There are two things going wrong here. One of them is that I screwed up and gave you a program that works with GNU sed but fails with BSD sed (Are you by any chance using OS X?). I think you can fix that by adding a $ immediately before each opening single quote, so that the escapes are interpreted by the shell instead of by sed:
$ cat testdrive_afni.bash
#!/bin/bash
afni -yesplugouts "$@" > >(sed $'s/.*/\x1b\[31m&\x1b\[0m/') \
2> >(sed $'s/.*/\x1b\[1;31m&\x1b\[0m/' 1>&2) &
plugout_drive -v 2> >(sed $'s/.*/\x1b\[1m&\x1b\[0m/' 1>&2)
("<ESC> [
n m" is a terminal escape code, where
n is some comma-separated sequence of numbers describing the attributes you want the following text to have. 1 means bold, 31 means red, and 0 means return to normal.

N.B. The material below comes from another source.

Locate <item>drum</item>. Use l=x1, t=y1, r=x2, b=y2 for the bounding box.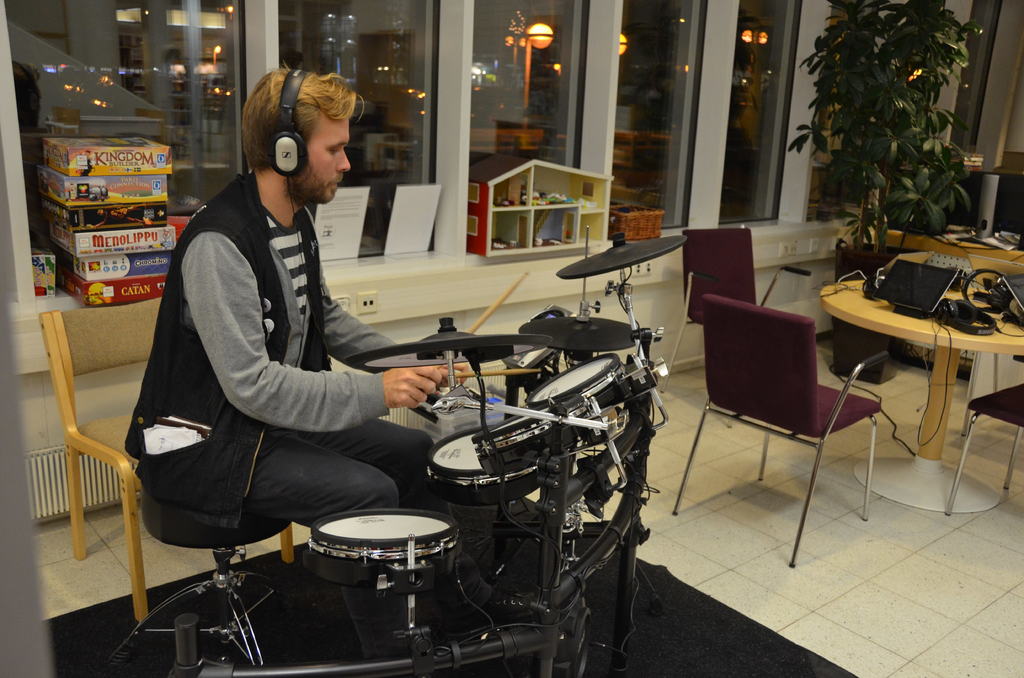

The sed commands just tack appropriate terminal escapes onto the beginning and end of each line coming from either program; the problem was that GNU sed interprets \x1b as <ESC>, while BSD sed interprets it as x1b. The fix here makes it so that by the time the command gets to sed, it's already an <ESC> character.)
The other problem is that for some reason, AFNI doesn't flush the stream (i.e., actually write the output that it has queued up for writing) when it executes a GET_DICOM_XYZ command, so that output won't be written until some other command (like GETENV or closing the stream on QUIT) causes the stream to flush. Also, because this solution pipes output through sed, AFNI's output is line-buffered (i.e., save up output until you can send an entire line into the pipe) instead of unbuffered (i.e., print it as soon as you have it, as it would do if the output were directly to the terminal), which is why you get the cruft about NLfit & NLerr on the same line-- AFNI wrote that a while ago, but it didn't get printed until the line was finished. You can see this effect by running something like "3dClustSim -options -go -here | cat"; the progress bar won't appear until the program is finished.
I think the easiest way to deal with this is to include a dummy "GETENV bogus" at the beginning and end of your script, so that the partial line will be flushed. So you could do something like this:
afni -yesplugouts | grep 'RAI xyz' > coords.txt&
{
echo GETENV bogus
while :; do
read -n1 -r -p $'\nPress "q" to quit or any other key to dump coordinates' 1>&2
if [ "$REPLY" == q ]; then
break
fi
echo GET_DICOM_XYZ
done
echo GETENV bogus
} | plugout_drive &>/dev/null
And then click around in the viewer between keypresses in the terminal.
HTH,
ijs
Edited 1 time(s). Last edit at 06/02/2015 02:52PM by Isaac Schwabacher.